My 72nd

I don’t comment on my birthday every year, but I do want to take some time today to reflect on God’s blessings as I consider my 72nd birthday. First and foremost, I am grateful to the Lord for His unfailing love and compassion toward me. I have had highs and lows spiritually in my life, and at one time I almost succeeded in walking away from Him. Yet He never gave up on me. This particular Scripture rings true on this birthday.

When one recognizes the love of God and the forgiveness He offers, and one has a deep understanding that the forgiveness is undeserved, the only proper response is humility and an eternal gratitude.

Look at those two very young people cutting their wedding cake. The year was 1972. Last year, Jan and I celebrated 50 years of marriage. That doesn’t seem too common anymore for a marriage to last so long. Yet, by God’s grace, ours has. Our journey has taken us from Indiana to Virginia, back to Indiana, back to Virginia, and now in Florida for the past 17 years.

Fifty years, two children, and seven grandchildren later, we have reasons for gratitude. I’m not saying those years were all grand, but I am saying that the Lord has brought us through every challenge and transition.

Jan began her career as a nurse, then switched to a computer degree where she directed a university computer department and then excelled at authoring and editing technical books for software programs. My career also included a change. My first degree—radio, television, and film production—gave me some experience in mass communications. For a few years, I had my own radio program playing Christian music and learning how to speak to an audience. Then when our church began a Christian school, I was chosen to be the headmaster, a task that led to a desire to get an advanced degree.

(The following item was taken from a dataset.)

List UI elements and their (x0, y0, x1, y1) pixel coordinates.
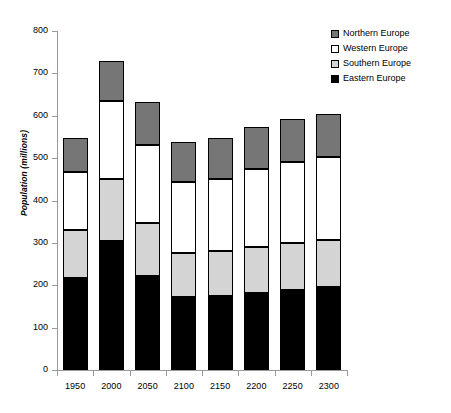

I already had a history minor in my undergraduate days and had taken so many history courses that I was able to move directly into a master’s program. Completing that in one year, I then moved the family to Northern Virginia where I received a doctorate in history at American University in D.C. I have been involved in higher education ever since.

Four universities later, I have published 5 books (a 6th is on its way later this year), have developed lifelong relationships with colleagues and students, and am now embarked on a path that allows me to develop adult courses at my church while continuing to teach part-time at a university. My research and teaching emphasis in the last decade has shifted from politics to a deeper understanding of the Christian life, primarily through an in-depth study of C. S. Lewis and others associated with him.

This rather concise synopsis of my adult life is offered as a thank you to God. When one reaches the age where I now find myself, one does think more seriously about how much longer one can continue doing the Lord’s work here on earth. Heaven beckons—and I yearn for that—yet I sense He is not done with me yet. As long as my health holds out and my mind doesn’t desert me completely, I will teach, write, and do whatever I can to help others find their way to Him and/or help them go deeper with Him.

So, I’m 72. I look forward to whatever else the Lord has in store in the coming years.